The path: from poppy to peril


Sunday, June 25
Not a pinch of heroin is produced in the United States, yet thousands of pounds of the drug infiltrate our communities every year.

The story of how heroin gets here has all the hallmarks of a best-selling novel. It involves big money, murder, high-tech espionage, international politics, puppies, and people from across the economic and social spectrum.

The plot begins in a fertile Latin American field, where a peasant farmer illegally plants exotic, eye-catching opium poppy flowers to make money to feed his family. Months into the growing process, the flower pods are scored five times with a knife. Within days, black opium gum oozes from the flower's wounds.

The gum is harvested, sold to a criminal organization, transported to a refinery, and converted by a series of chemical processes into morphine. That drug is then pressed into bricks and blended with more chemicals. The end product is pure heroin.




The late 1980s saw enterprising Latin American drug lords supplement their burgeoning cocaine trade by enticing curious Americans with a form of heroin cheaper and purer than had been seen before.
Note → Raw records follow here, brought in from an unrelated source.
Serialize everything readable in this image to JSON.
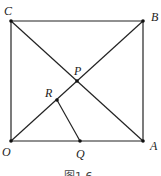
{
  "figure": {
    "caption": "图1.6",
    "points": {
      "O": {
        "label": "O",
        "x": 11,
        "y": 141
      },
      "A": {
        "label": "A",
        "x": 143,
        "y": 141
      },
      "B": {
        "label": "B",
        "x": 143,
        "y": 21
      },
      "C": {
        "label": "C",
        "x": 11,
        "y": 21
      },
      "P": {
        "label": "P",
        "x": 77,
        "y": 81
      },
      "R": {
        "label": "R",
        "x": 57,
        "y": 100
      },
      "Q": {
        "label": "Q",
        "x": 80,
        "y": 141
      }
    },
    "segments": [
      "OA",
      "AB",
      "BC",
      "CO",
      "OB",
      "CA",
      "RQ"
    ],
    "colors": {
      "line": "#222222",
      "background": "#ffffff"
    }
  }
}
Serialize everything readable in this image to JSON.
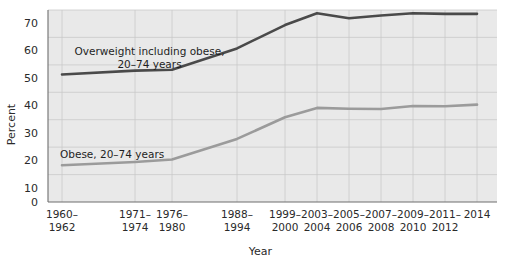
{
  "chart_data": {
    "type": "line",
    "title": "",
    "xlabel": "Year",
    "ylabel": "Percent",
    "ylim": [
      0,
      70
    ],
    "yticks": [
      0,
      10,
      20,
      30,
      40,
      50,
      60,
      70
    ],
    "grid": true,
    "legend_position": "inline-annotations",
    "categories": [
      "1960–\n1962",
      "1971–\n1974",
      "1976–\n1980",
      "1988–\n1994",
      "1999–\n2000",
      "2003–\n2004",
      "2005–\n2006",
      "2007–\n2008",
      "2009–\n2010",
      "2011–\n2012",
      "2014"
    ],
    "series": [
      {
        "name": "Overweight including obese, 20–74 years",
        "color": "#4a4a4a",
        "values": [
          46.5,
          47.9,
          48.2,
          56.0,
          64.5,
          68.8,
          67.0,
          68.0,
          68.8,
          68.6,
          68.6
        ]
      },
      {
        "name": "Obese, 20–74 years",
        "color": "#9b9b9b",
        "values": [
          13.4,
          14.6,
          15.5,
          23.0,
          30.9,
          34.3,
          34.0,
          33.9,
          35.0,
          34.9,
          35.5
        ]
      }
    ],
    "annotations": [
      {
        "id": "overweight",
        "text": "Overweight including obese,\n20–74 years"
      },
      {
        "id": "obese",
        "text": "Obese, 20–74 years"
      }
    ]
  },
  "axis": {
    "y_tick_labels": [
      "70",
      "60",
      "50",
      "40",
      "30",
      "20",
      "10",
      "0"
    ],
    "x_tick_labels": [
      "1960–\n1962",
      "1971–\n1974",
      "1976–\n1980",
      "1988–\n1994",
      "1999–\n2000",
      "2003–\n2004",
      "2005–\n2006",
      "2007–\n2008",
      "2009–\n2010",
      "2011–\n2012",
      "2014"
    ],
    "y_axis_title": "Percent",
    "x_axis_title": "Year"
  }
}
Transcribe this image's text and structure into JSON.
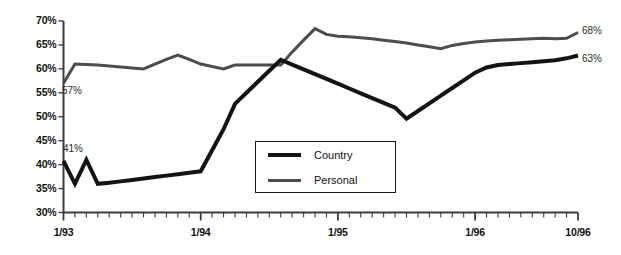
{
  "chart_data": {
    "type": "line",
    "title": "",
    "xlabel": "",
    "ylabel": "",
    "ylim": [
      30,
      70
    ],
    "ytick_values": [
      30,
      35,
      40,
      45,
      50,
      55,
      60,
      65,
      70
    ],
    "ytick_labels": [
      "30%",
      "35%",
      "40%",
      "45%",
      "50%",
      "55%",
      "60%",
      "65%",
      "70%"
    ],
    "xlim": [
      0,
      45
    ],
    "xtick_labels": [
      "1/93",
      "1/94",
      "1/95",
      "1/96",
      "10/96"
    ],
    "xtick_positions": [
      0,
      12,
      24,
      36,
      45
    ],
    "x_minor_ticks_every": 1,
    "grid": false,
    "legend_position": "center",
    "x": [
      0,
      1,
      2,
      3,
      4,
      5,
      6,
      7,
      8,
      9,
      10,
      11,
      12,
      13,
      14,
      15,
      16,
      17,
      18,
      19,
      20,
      21,
      22,
      23,
      24,
      25,
      26,
      27,
      28,
      29,
      30,
      31,
      32,
      33,
      34,
      35,
      36,
      37,
      38,
      39,
      40,
      41,
      42,
      43,
      44,
      45
    ],
    "series": [
      {
        "name": "Country",
        "color": "#141414",
        "line_width": 4.0,
        "values": [
          40.8,
          36.0,
          41.0,
          36.0,
          36.2,
          36.5,
          36.8,
          37.1,
          37.4,
          37.7,
          38.0,
          38.3,
          38.6,
          43.0,
          47.4,
          52.7,
          55.0,
          57.3,
          59.6,
          61.9,
          60.9,
          59.9,
          58.9,
          57.9,
          56.9,
          55.9,
          54.9,
          53.9,
          52.9,
          51.9,
          49.6,
          51.2,
          52.8,
          54.4,
          56.0,
          57.6,
          59.2,
          60.3,
          60.8,
          61.0,
          61.2,
          61.4,
          61.6,
          61.8,
          62.2,
          62.8
        ]
      },
      {
        "name": "Personal",
        "color": "#4d4d4d",
        "line_width": 3.0,
        "values": [
          57.0,
          61.0,
          60.9,
          60.8,
          60.6,
          60.4,
          60.2,
          60.0,
          61.0,
          62.0,
          62.9,
          62.0,
          61.0,
          60.5,
          60.0,
          60.8,
          60.8,
          60.8,
          60.8,
          60.8,
          63.5,
          66.0,
          68.4,
          67.2,
          66.8,
          66.7,
          66.5,
          66.3,
          66.0,
          65.7,
          65.4,
          65.0,
          64.6,
          64.2,
          64.9,
          65.3,
          65.6,
          65.8,
          66.0,
          66.1,
          66.2,
          66.3,
          66.4,
          66.3,
          66.4,
          67.6
        ]
      }
    ],
    "annotations": [
      {
        "text": "57%",
        "series": "Personal",
        "value": 57,
        "x": 0,
        "placement": "below-start"
      },
      {
        "text": "41%",
        "series": "Country",
        "value": 41,
        "x": 2,
        "placement": "above-start"
      },
      {
        "text": "68%",
        "series": "Personal",
        "value": 68,
        "x": 45,
        "placement": "right-end"
      },
      {
        "text": "63%",
        "series": "Country",
        "value": 63,
        "x": 45,
        "placement": "right-end"
      }
    ],
    "legend": [
      {
        "label": "Country",
        "color": "#141414"
      },
      {
        "label": "Personal",
        "color": "#4d4d4d"
      }
    ]
  },
  "axis": {
    "axis_color": "#3d3d3d"
  }
}
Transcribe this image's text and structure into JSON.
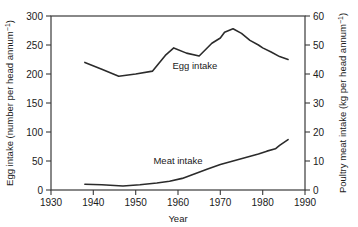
{
  "chart_data": {
    "type": "line",
    "title": "",
    "xlabel": "Year",
    "ylabel": "Egg intake (number per head annum",
    "ylabel_sup": "−1",
    "ylabel_tail": ")",
    "y2label": "Poultry meat intake (kg per head annum",
    "y2label_sup": "−1",
    "y2label_tail": ")",
    "xlim": [
      1930,
      1990
    ],
    "ylim": [
      0,
      300
    ],
    "y2lim": [
      0,
      60
    ],
    "grid": false,
    "legend_position": "inline-annotations",
    "xticks": [
      1930,
      1940,
      1950,
      1960,
      1970,
      1980,
      1990
    ],
    "xticklabels": [
      "1930",
      "1940",
      "1950",
      "1960",
      "1970",
      "1980",
      "1990"
    ],
    "yticks": [
      0,
      50,
      100,
      150,
      200,
      250,
      300
    ],
    "yticklabels": [
      "0",
      "50",
      "100",
      "150",
      "200",
      "250",
      "300"
    ],
    "y2ticks": [
      0,
      10,
      20,
      30,
      40,
      50,
      60
    ],
    "y2ticklabels": [
      "0",
      "10",
      "20",
      "30",
      "40",
      "50",
      "60"
    ],
    "series": [
      {
        "name": "Egg intake",
        "axis": "left",
        "units": "number per head annum-1",
        "x": [
          1938,
          1942,
          1946,
          1950,
          1954,
          1957,
          1959,
          1962,
          1965,
          1968,
          1970,
          1971,
          1973,
          1975,
          1977,
          1979,
          1980,
          1982,
          1984,
          1986
        ],
        "values": [
          220,
          208,
          196,
          200,
          205,
          232,
          245,
          236,
          231,
          253,
          262,
          272,
          278,
          270,
          258,
          250,
          245,
          238,
          230,
          225
        ]
      },
      {
        "name": "Meat intake",
        "axis": "right",
        "units": "kg per head annum-1",
        "x": [
          1938,
          1942,
          1947,
          1951,
          1955,
          1958,
          1961,
          1964,
          1967,
          1970,
          1973,
          1976,
          1979,
          1981,
          1983,
          1984,
          1986
        ],
        "values": [
          2.0,
          1.8,
          1.4,
          1.8,
          2.4,
          3.0,
          4.0,
          5.6,
          7.2,
          8.8,
          10.0,
          11.2,
          12.4,
          13.4,
          14.2,
          15.4,
          17.4
        ]
      }
    ],
    "annotations": [
      {
        "text": "Egg intake",
        "x": 1964,
        "y": 208,
        "axis": "left"
      },
      {
        "text": "Meat intake",
        "x": 1960,
        "y": 45,
        "axis": "left"
      }
    ]
  }
}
Abiding by a term familiar to economic majors — vertical integration — the crime organizations devoted fields to growing the opium poppy flower, knowing they could get their product to the United States quicker and easier than their competitors in Asia and the Middle East.

In the two decades since Latin America increased heroin production, the White House Office of National Drug Control Policy says the number of addicts in the United States has doubled.

According to the Drug Enforcement Administration, Afghanistan produced 92 percent of the world's heroin in 2004, while Latin America accounted for just 2 percent. Yet 84 percent of the heroin that reached the United States that year came from either Colombia or Mexico (60 and 24 percent, respectively).

Most of Mexico's heroin — a lower-potency, sticky form called "black tar" — heads to the West Coast, while Eastern states receive Colombian high-grade: a light brown, powdery substance.

"The majority of our heroin here in the Northeast is Colombian," DEA spokesman Anthony Pettigrew said. "Our goal at the DEA is to work with local police on cases and track the heroin as far back as possible, all the way to Colombia. We're always trying to work it back to the original source, to nab everyone involved in the chain."

After production, heroin reaches U.S. soil by couriers, whose techniques are limited only by their imagination. It's sewn into luggage, hidden in porcelain dolls, or stashed in the soles of shoes. Teenage girls swallow bags of it, board planes and land in U.S. airports, where they later excrete it and exchange it for cash; that is, if the bag doesn't burst in their stomachs and kill them.

DEA agents regularly find heroin hidden inside cars crossing the border and in cargo hulls on ships. A recent border patrol in Texas uncovered $5 million worth of the drug stuffed in a human corpse that had been stolen from a hospital. In one instance, six puppies were found with a total of three kilograms of liquid heroin baggies implanted beneath their skin.

Once the journey to the United States is complete, the drug is cut. Some dealers add minimal cutting agents, leaving the purity levels high to attract customers. On the tame side, the dilutants can be powdered milk, baking soda or caffeine. On the dark side, heroin can be bulked up with strychnine, crushed prescription pills or rat poison. As many times as it passes hands, it could be cut with a different substance, yielding a mishmash of mystery chemicals.

The DEA said a kilogram — 2.2 pounds — of pure heroin costs Colombian cartels $8,000 to produce. By the time it ends up in a heroin corridor such as Holyoke, it's sold for $55,000. And by the time it's cut, packaged in small, glassine baggies and sold for $5 — in 0.025 gram bags (a pinch of salt) — it can fetch $250,000.

Dealers, using the marketing skills of "dopenomics," stamp flashy labels on the bags — names like Mo Money, Bad Habit or Sniper — along with logos of dollar bills, handguns or naked women. If users try a bag of Mo Money heroin and like it, they know exactly what to ask for when they come back for more.

Average drug traffickers can lose 90 percent of their product to police or thieves and still remain profitable.

U.S. Army personnel and the DEA work with South American governments to eradicate the poppy crops, spraying chemicals and busting the drug organizations, but the drug still seeps into our communities.

"We're doing all we can do to fight the drugs," said Pittsfield Police Detective Glenn F. Decker. "In the end, we lose the war on drugs because we can't protect our borders."